An award-winning author with his first book, The Snow Geese, William Fiennes was privileged in a way few of us ever have been. His family estate was a broad-moated medieval Broughton Castle in Oxfordshire, where visitors were shown “through the Great Hall, down the Long Gallery, into the King's Chamber, Council Chamber, Queen Anne's Room, Great Parlour and Chapel.”
Its extensive grounds were the setting for guided tours, theatrical presentations, local fairs and international film shoots (including those for Shakespeare in Love and The Scarlet Pimpernel), and Fiennes conducts us to a shimmering, sensuous past that was Arcadian in its physical enchantment and the various fascinations it afforded William. Spiral staircases, battlements, secret rooms, medieval Spanish armour which his mother conditioned with WD40, various attics, the Great Hall where young William learned to ride a bicycle, the moat where he fished for pike, and areas with swifts, rooks and a majestic heron.

The Music Room, by William Fiennes, Random House Canada, 216 pages, $29.95
These were only some of the inquisitive boy's interests. There were gardeners, helpers in the kitchens, Father reading Trollope by the fireside, Mother sewing patches into old tweed jackets and refreshing the rush matting in the King's Chamber with a watering can, and scary moments, too, in the Groined Passage, as well as eerie ones in the Barracks, where soldiers had taken refuge during the Civil War.
There were also disruptions, fear and anguish caused by the Fiennes' eldest son Richard, brain-scarred by epilepsy, who would erupt violently, especially if his favourite football team, Leeds United, lost a game. Then there could be a fork to the father's throat, a scalding hot cast-iron frying pan pressed against the mother's cheek, or a berserk smashing of windows with an iron pole. Richard, 11 years older than William, could be affectionate and loving, but his condition led to severe spasms, and even though it is related with restraint, the scene of him lying on his back on the floor, arms stretched rigidly along his sides, his fists clenched and his whole body jerking as he gnashes on a cushion that his father holds between his teeth, is scary.
With exactitude of diction that makes lingering thoughts shine all the brighter, this is a memoir of subtle word music and even subtler patterning of consciousness about an extraordinary childhood challenged by a brother's major dysfunction. Its title fits because the music room is where a very young William Fiennes makes an important discovery about time and pitch as his mother conscientiously practises her viola, and because the last scene is of volatile Richard, Leeds bobble hat on head, pipe in hand, waiting to sing the anthem Lead Me, Lord on Christmas Day as his family watches, holding its breath.
He turns his ill-fated brother into an unforgettable victim
The title is apt in another way as well, for the memoir is punctuated by sequences of potted medical history about epilepsy, the malady that caused Richard's acute, chronic and often violent distemper. These little sections could easily have become irritating interruptions or academic discourses, but they do not.

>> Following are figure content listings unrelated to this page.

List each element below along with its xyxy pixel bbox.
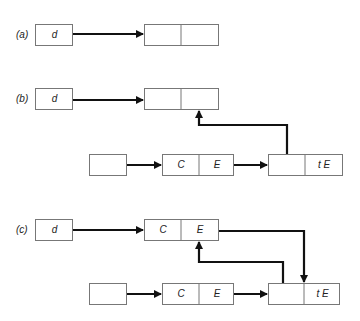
panel-label-a: (a) — [16, 29, 28, 41]
chain-cell-c: C — [163, 159, 199, 171]
var-box-d: d — [36, 224, 73, 236]
chain-cell-te: t E — [306, 159, 342, 171]
var-box-d: d — [36, 29, 73, 41]
panel-label-b: (b) — [16, 93, 28, 105]
var-box-d: d — [36, 93, 73, 105]
chain-cell-e: E — [200, 159, 234, 171]
target-cell-c: C — [145, 224, 181, 236]
pointer-diagram: (a) d (b) d C E t E (c) d C E C E t E — [0, 0, 360, 321]
chain-cell-e: E — [200, 288, 234, 300]
chain-cell-te: t E — [305, 288, 340, 300]
target-cell-e: E — [182, 224, 218, 236]
panel-label-c: (c) — [16, 224, 28, 236]
chain-cell-c: C — [163, 288, 199, 300]
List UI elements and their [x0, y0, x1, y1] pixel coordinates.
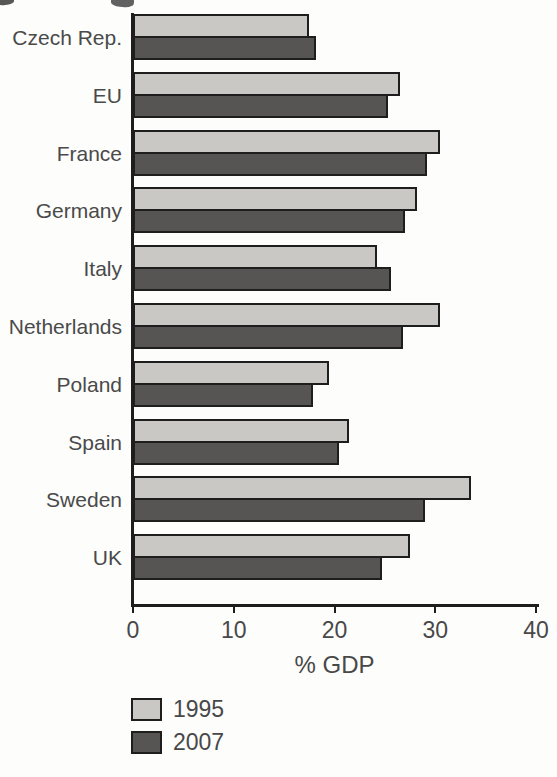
x-tick-label-0: 0	[127, 617, 140, 644]
category-label-italy: Italy	[0, 245, 122, 303]
chart-row-germany	[133, 187, 536, 245]
bar-1995-czech-rep	[133, 14, 309, 38]
chart-row-spain	[133, 419, 536, 477]
x-tick-mark-30	[434, 607, 436, 613]
bar-1995-poland	[133, 361, 329, 385]
x-tick-mark-40	[535, 607, 537, 613]
category-axis-labels: Czech Rep.EUFranceGermanyItalyNetherland…	[0, 14, 122, 592]
x-tick-mark-20	[334, 607, 336, 613]
category-label-czech-rep: Czech Rep.	[0, 14, 122, 72]
bar-2007-czech-rep	[133, 36, 316, 60]
bar-2007-spain	[133, 441, 339, 465]
bar-1995-uk	[133, 534, 410, 558]
legend-swatch-1995	[131, 698, 162, 721]
legend-label-1995: 1995	[173, 696, 224, 723]
chart-rows	[133, 14, 536, 592]
legend-item-2007: 2007	[131, 729, 224, 756]
x-tick-mark-10	[233, 607, 235, 613]
category-label-poland: Poland	[0, 361, 122, 419]
bar-2007-france	[133, 152, 427, 176]
chart-row-eu	[133, 72, 536, 130]
category-label-sweden: Sweden	[0, 476, 122, 534]
legend-swatch-2007	[131, 731, 162, 754]
bar-2007-poland	[133, 383, 313, 407]
bar-2007-eu	[133, 94, 388, 118]
bar-2007-germany	[133, 209, 405, 233]
legend-label-2007: 2007	[173, 729, 224, 756]
category-label-germany: Germany	[0, 187, 122, 245]
x-tick-label-20: 20	[322, 617, 348, 644]
category-label-eu: EU	[0, 72, 122, 130]
x-tick-label-40: 40	[523, 617, 549, 644]
chart-row-poland	[133, 361, 536, 419]
chart-row-netherlands	[133, 303, 536, 361]
chart-row-czech-rep	[133, 14, 536, 72]
category-label-netherlands: Netherlands	[0, 303, 122, 361]
bar-2007-sweden	[133, 498, 425, 522]
bar-1995-spain	[133, 419, 349, 443]
legend-item-1995: 1995	[131, 696, 224, 723]
category-label-uk: UK	[0, 534, 122, 592]
chart-row-sweden	[133, 476, 536, 534]
bar-2007-netherlands	[133, 325, 403, 349]
scan-smudge-artifact	[0, 0, 14, 6]
bar-1995-italy	[133, 245, 377, 269]
bar-2007-uk	[133, 556, 382, 580]
bar-1995-netherlands	[133, 303, 440, 327]
chart-row-uk	[133, 534, 536, 592]
x-tick-mark-0	[132, 607, 134, 613]
x-tick-label-30: 30	[422, 617, 448, 644]
legend: 19952007	[131, 696, 224, 762]
chart-row-italy	[133, 245, 536, 303]
x-axis-ticks: 010203040	[133, 607, 536, 647]
category-label-spain: Spain	[0, 419, 122, 477]
bar-1995-france	[133, 130, 440, 154]
category-label-france: France	[0, 130, 122, 188]
x-tick-label-10: 10	[221, 617, 247, 644]
bar-1995-germany	[133, 187, 417, 211]
bar-2007-italy	[133, 267, 391, 291]
bar-1995-eu	[133, 72, 400, 96]
scan-smudge-artifact	[111, 0, 135, 8]
chart-row-france	[133, 130, 536, 188]
bar-1995-sweden	[133, 476, 471, 500]
bar-chart-figure: Czech Rep.EUFranceGermanyItalyNetherland…	[0, 0, 557, 777]
x-axis-title: % GDP	[133, 651, 536, 679]
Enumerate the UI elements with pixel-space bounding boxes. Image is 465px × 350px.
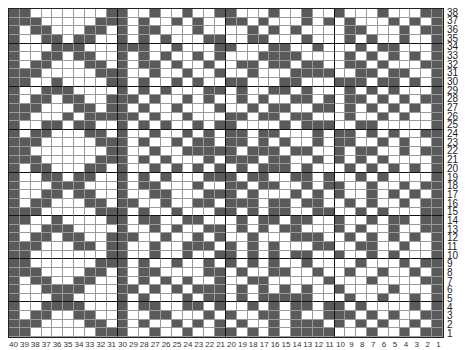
- grid-cell: [85, 113, 96, 122]
- grid-cell: [42, 35, 53, 44]
- grid-cell: [42, 173, 53, 182]
- grid-cell: [63, 104, 74, 113]
- grid-cell: [128, 121, 139, 130]
- grid-cell: [226, 35, 237, 44]
- grid-cell: [139, 35, 150, 44]
- grid-cell: [107, 69, 118, 78]
- grid-cell: [226, 61, 237, 70]
- grid-cell: [335, 26, 346, 35]
- grid-cell: [150, 156, 161, 165]
- grid-cell: [20, 104, 31, 113]
- grid-cell: [9, 268, 20, 277]
- grid-cell: [31, 251, 42, 260]
- grid-cell: [226, 233, 237, 242]
- grid-cell: [139, 113, 150, 122]
- grid-cell: [9, 302, 20, 311]
- grid-cell: [20, 121, 31, 130]
- column-label: 40: [8, 340, 19, 350]
- grid-cell: [432, 87, 443, 96]
- grid-cell: [313, 156, 324, 165]
- grid-cell: [367, 199, 378, 208]
- grid-cell: [161, 147, 172, 156]
- grid-cell: [85, 130, 96, 139]
- grid-cell: [96, 104, 107, 113]
- grid-cell: [20, 259, 31, 268]
- grid-cell: [248, 259, 259, 268]
- grid-cell: [280, 147, 291, 156]
- grid-cell: [204, 44, 215, 53]
- grid-cell: [139, 277, 150, 286]
- grid-cell: [335, 35, 346, 44]
- grid-cell: [172, 259, 183, 268]
- grid-cell: [139, 61, 150, 70]
- grid-cell: [324, 87, 335, 96]
- grid-cell: [128, 311, 139, 320]
- grid-cell: [107, 9, 118, 18]
- grid-cell: [31, 320, 42, 329]
- grid-cell: [421, 173, 432, 182]
- grid-cell: [161, 130, 172, 139]
- grid-cell: [161, 44, 172, 53]
- grid-cell: [313, 138, 324, 147]
- grid-cell: [63, 182, 74, 191]
- grid-cell: [85, 121, 96, 130]
- grid-cell: [226, 121, 237, 130]
- grid-cell: [183, 182, 194, 191]
- grid-cell: [313, 147, 324, 156]
- grid-cell: [215, 44, 226, 53]
- grid-cell: [128, 130, 139, 139]
- grid-cell: [259, 113, 270, 122]
- grid-cell: [161, 285, 172, 294]
- grid-cell: [150, 199, 161, 208]
- grid-cell: [269, 225, 280, 234]
- grid-cell: [269, 121, 280, 130]
- grid-cell: [9, 285, 20, 294]
- grid-cell: [128, 104, 139, 113]
- grid-cell: [52, 138, 63, 147]
- grid-cell: [139, 199, 150, 208]
- grid-cell: [400, 182, 411, 191]
- grid-cell: [324, 259, 335, 268]
- grid-cell: [291, 225, 302, 234]
- grid-cell: [183, 233, 194, 242]
- grid-cell: [42, 147, 53, 156]
- pattern-grid: [8, 8, 444, 338]
- grid-cell: [226, 87, 237, 96]
- grid-cell: [345, 251, 356, 260]
- grid-cell: [9, 18, 20, 27]
- grid-cell: [107, 251, 118, 260]
- grid-cell: [31, 225, 42, 234]
- grid-cell: [20, 225, 31, 234]
- grid-cell: [20, 182, 31, 191]
- grid-cell: [367, 78, 378, 87]
- grid-cell: [63, 52, 74, 61]
- grid-cell: [193, 44, 204, 53]
- grid-cell: [183, 18, 194, 27]
- grid-cell: [389, 156, 400, 165]
- grid-cell: [259, 242, 270, 251]
- grid-cell: [324, 104, 335, 113]
- grid-cell: [139, 233, 150, 242]
- grid-cell: [410, 216, 421, 225]
- grid-cell: [42, 216, 53, 225]
- grid-cell: [85, 199, 96, 208]
- grid-cell: [313, 251, 324, 260]
- grid-cell: [204, 277, 215, 286]
- grid-cell: [226, 69, 237, 78]
- grid-cell: [356, 242, 367, 251]
- grid-cell: [356, 26, 367, 35]
- grid-cell: [302, 44, 313, 53]
- grid-cell: [150, 225, 161, 234]
- grid-cell: [193, 182, 204, 191]
- grid-cell: [237, 52, 248, 61]
- grid-cell: [20, 69, 31, 78]
- grid-cell: [248, 164, 259, 173]
- grid-cell: [259, 199, 270, 208]
- grid-cell: [172, 216, 183, 225]
- grid-cell: [107, 173, 118, 182]
- grid-cell: [20, 320, 31, 329]
- grid-cell: [52, 9, 63, 18]
- grid-cell: [400, 320, 411, 329]
- grid-cell: [52, 259, 63, 268]
- grid-cell: [139, 251, 150, 260]
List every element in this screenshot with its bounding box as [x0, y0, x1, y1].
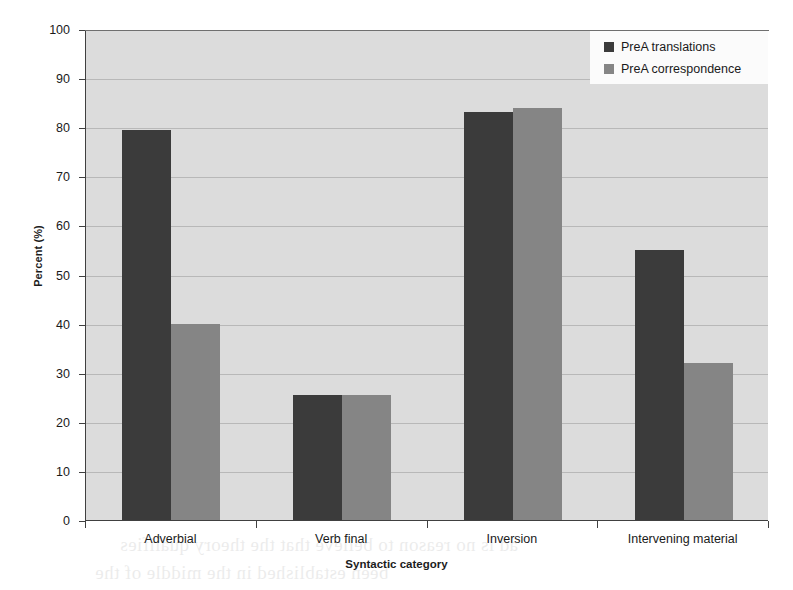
- x-axis-tick-label: Inversion: [487, 532, 538, 546]
- x-axis-tick: [427, 521, 428, 528]
- bar: [342, 395, 391, 520]
- y-axis-tick-label: 100: [8, 23, 70, 37]
- y-axis-tick-label: 10: [8, 465, 70, 479]
- x-axis-title: Syntactic category: [0, 558, 793, 570]
- legend-item-correspondence[interactable]: PreA correspondence: [604, 62, 768, 76]
- y-axis-tick-label: 50: [8, 269, 70, 283]
- bar: [122, 130, 171, 520]
- bar-chart-figure: ad is no reason to believe that the theo…: [0, 0, 793, 590]
- bar: [684, 363, 733, 520]
- bar: [171, 324, 220, 520]
- x-axis-tick: [256, 521, 257, 528]
- x-axis-tick: [85, 521, 86, 528]
- plot-area: [85, 30, 768, 521]
- x-axis-tick: [597, 521, 598, 528]
- y-axis-title: Percent (%): [32, 196, 44, 316]
- x-axis-tick: [768, 521, 769, 528]
- legend-label: PreA translations: [621, 40, 716, 54]
- bar: [635, 250, 684, 520]
- y-axis-tick-label: 20: [8, 416, 70, 430]
- y-axis-tick-label: 40: [8, 318, 70, 332]
- legend-label: PreA correspondence: [621, 62, 741, 76]
- legend-swatch-icon: [604, 42, 614, 52]
- y-axis-tick-label: 60: [8, 219, 70, 233]
- y-axis-tick-label: 90: [8, 72, 70, 86]
- legend: PreA translations PreA correspondence: [590, 31, 768, 84]
- legend-swatch-icon: [604, 64, 614, 74]
- bars-layer: [86, 30, 768, 520]
- y-axis-tick-label: 70: [8, 170, 70, 184]
- bar: [293, 395, 342, 520]
- y-axis-tick-label: 0: [8, 514, 70, 528]
- y-axis-tick-label: 80: [8, 121, 70, 135]
- x-axis-tick-label: Intervening material: [628, 532, 738, 546]
- bar: [464, 112, 513, 520]
- y-axis-tick-label: 30: [8, 367, 70, 381]
- bar: [513, 108, 562, 520]
- x-axis-tick-label: Verb final: [315, 532, 367, 546]
- legend-item-translations[interactable]: PreA translations: [604, 40, 768, 54]
- x-axis-tick-label: Adverbial: [144, 532, 196, 546]
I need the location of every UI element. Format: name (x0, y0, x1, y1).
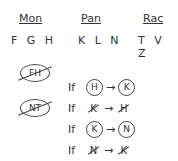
rule-from: K (86, 121, 103, 138)
rule-prefix: If (68, 144, 86, 157)
rule-prefix: If (68, 81, 86, 94)
arrow-icon: → (106, 81, 115, 94)
arrow-icon: → (106, 123, 115, 136)
rule-to: H (116, 101, 131, 116)
excluded-pair: FH (20, 64, 50, 82)
arrow-icon: → (104, 102, 113, 115)
rule-from: N (86, 143, 101, 158)
group-header-pan: Pan (81, 12, 101, 25)
excluded-pair: NT (20, 99, 50, 117)
rule: If K → N (68, 119, 135, 139)
group-members-mon: F G H (11, 34, 56, 47)
group-header-rac: Rac (143, 12, 163, 25)
rule: If N → K (68, 140, 131, 160)
rule-from: K (86, 101, 101, 116)
rule-from: H (86, 79, 103, 96)
group-members-rac: T V Z (138, 34, 178, 60)
rule-prefix: If (68, 123, 86, 136)
rule-to: K (118, 79, 135, 96)
rule: If H → K (68, 77, 135, 97)
group-header-mon: Mon (19, 12, 42, 25)
rule-to: N (118, 121, 135, 138)
rule: If K → H (68, 98, 131, 118)
arrow-icon: → (104, 144, 113, 157)
rule-to: K (116, 143, 131, 158)
rule-prefix: If (68, 102, 86, 115)
group-members-pan: K L N (78, 34, 122, 47)
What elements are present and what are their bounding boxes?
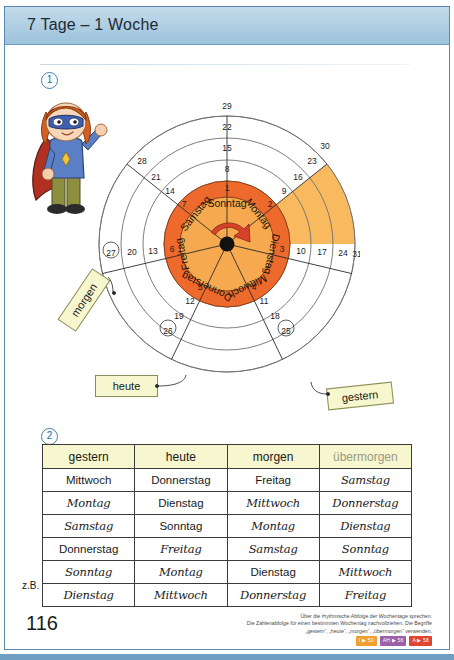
table-cell-answer[interactable]: Samstag: [319, 469, 411, 492]
table-row: SonntagMontagDienstagMittwoch: [43, 561, 412, 584]
table-cell-answer[interactable]: Montag: [227, 515, 319, 538]
svg-text:8: 8: [225, 164, 230, 174]
svg-text:31: 31: [352, 249, 360, 259]
svg-text:23: 23: [307, 156, 317, 166]
svg-text:3: 3: [280, 244, 285, 254]
table-header-heute: heute: [135, 445, 227, 469]
table-cell-answer[interactable]: Mittwoch: [227, 492, 319, 515]
svg-text:13: 13: [148, 246, 158, 256]
table-cell-answer[interactable]: Mittwoch: [135, 584, 227, 607]
svg-text:21: 21: [151, 172, 161, 182]
table-header-row: gesternheutemorgenübermorgen: [43, 445, 412, 469]
svg-text:16: 16: [293, 172, 303, 182]
bottom-rule: [0, 654, 454, 660]
task-number-2: 2: [41, 428, 58, 445]
footer-note: Über die rhythmische Abfolge der Wochent…: [212, 613, 432, 646]
footer-badge: AH ▶ 56: [380, 636, 407, 645]
table-cell-answer[interactable]: Freitag: [135, 538, 227, 561]
table-cell-given[interactable]: Freitag: [227, 469, 319, 492]
table-row: MontagDienstagMittwochDonnerstag: [43, 492, 412, 515]
svg-text:12: 12: [185, 296, 195, 306]
table-cell-answer[interactable]: Dienstag: [43, 584, 135, 607]
footer-note-line-2: Die Zahlenabfolge für einen bestimmten W…: [212, 620, 432, 627]
svg-text:24: 24: [338, 248, 348, 258]
svg-text:28: 28: [137, 156, 147, 166]
footer-badge: I ▶ 50: [356, 636, 377, 645]
svg-text:7: 7: [182, 199, 187, 209]
footer-badge: A ▶ 58: [409, 636, 432, 645]
table-row: SamstagSonntagMontagDienstag: [43, 515, 412, 538]
table-cell-answer[interactable]: Donnerstag: [227, 584, 319, 607]
table-cell-answer[interactable]: Samstag: [227, 538, 319, 561]
table-row: DienstagMittwochDonnerstagFreitag: [43, 584, 412, 607]
table-cell-given[interactable]: Dienstag: [135, 492, 227, 515]
table-cell-given[interactable]: Donnerstag: [43, 538, 135, 561]
table-header-übermorgen: übermorgen: [319, 445, 411, 469]
svg-text:15: 15: [222, 143, 232, 153]
footer-badges: I ▶ 50AH ▶ 56A ▶ 58: [212, 636, 432, 645]
callout-heute[interactable]: heute: [95, 375, 158, 397]
table-header-gestern: gestern: [43, 445, 135, 469]
svg-text:30: 30: [320, 141, 330, 151]
table-cell-answer[interactable]: Sonntag: [43, 561, 135, 584]
svg-text:29: 29: [222, 101, 232, 111]
weekday-table: gesternheutemorgenübermorgenMittwochDonn…: [42, 444, 412, 607]
page-number: 116: [26, 612, 58, 635]
svg-text:5: 5: [198, 282, 203, 292]
page-header: 7 Tage – 1 Woche: [5, 7, 449, 45]
table-cell-answer[interactable]: Donnerstag: [319, 492, 411, 515]
table-header-morgen: morgen: [227, 445, 319, 469]
svg-text:4: 4: [252, 282, 257, 292]
footer-note-line-3: „gestern“, „heute“, „morgen“, „übermorge…: [212, 628, 432, 635]
table-row: DonnerstagFreitagSamstagSonntag: [43, 538, 412, 561]
table-cell-given[interactable]: Mittwoch: [43, 469, 135, 492]
svg-text:20: 20: [127, 247, 137, 257]
svg-text:2: 2: [268, 199, 273, 209]
page-title: 7 Tage – 1 Woche: [27, 16, 159, 34]
svg-text:19: 19: [174, 311, 184, 321]
table-cell-given[interactable]: Dienstag: [227, 561, 319, 584]
table-cell-given[interactable]: Sonntag: [135, 515, 227, 538]
footer-note-line-1: Über die rhythmische Abfolge der Wochent…: [212, 613, 432, 620]
table-cell-answer[interactable]: Sonntag: [319, 538, 411, 561]
weekday-wheel[interactable]: Sonntag Montag Dienstag Mittwoch Donners…: [94, 74, 360, 414]
svg-text:6: 6: [170, 244, 175, 254]
table-cell-answer[interactable]: Samstag: [43, 515, 135, 538]
table-row: MittwochDonnerstagFreitagSamstag: [43, 469, 412, 492]
svg-text:Sonntag: Sonntag: [207, 197, 246, 209]
task-number-1: 1: [41, 72, 58, 89]
svg-text:18: 18: [270, 311, 280, 321]
example-label: z.B.: [22, 580, 39, 591]
svg-text:11: 11: [260, 296, 269, 306]
svg-text:17: 17: [317, 247, 327, 257]
svg-text:10: 10: [296, 246, 306, 256]
task-divider: [40, 64, 410, 65]
table-cell-answer[interactable]: Freitag: [319, 584, 411, 607]
table-cell-given[interactable]: Donnerstag: [135, 469, 227, 492]
svg-text:9: 9: [282, 186, 287, 196]
table-cell-answer[interactable]: Mittwoch: [319, 561, 411, 584]
svg-text:14: 14: [165, 186, 175, 196]
table-cell-answer[interactable]: Dienstag: [319, 515, 411, 538]
svg-text:22: 22: [222, 122, 232, 132]
svg-text:1: 1: [225, 183, 230, 193]
worksheet-page: 7 Tage – 1 Woche 1 2: [0, 0, 454, 660]
table-cell-answer[interactable]: Montag: [135, 561, 227, 584]
table-cell-answer[interactable]: Montag: [43, 492, 135, 515]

An alternative title to the book could be In Custody, because the estate and house (an ancestral inheritance) “didn't just belong to us: it was part of the country's heritage, the world's, and our task was to care for it as long as were here, and do our best to leave it in good health for future generations. ‘We're stewards,' Dad told visitors,” and every night was marked by the ritual of shutting down the house.
The custodial connotation is continued with the process of memory, including the history of epilepsy and its treatment, and culminating with the portrait of Richard. This memoir tries to take custodial charge of the past in a way that implicitly acknowledges Carl Jung's line: “The beloved dead are our task.”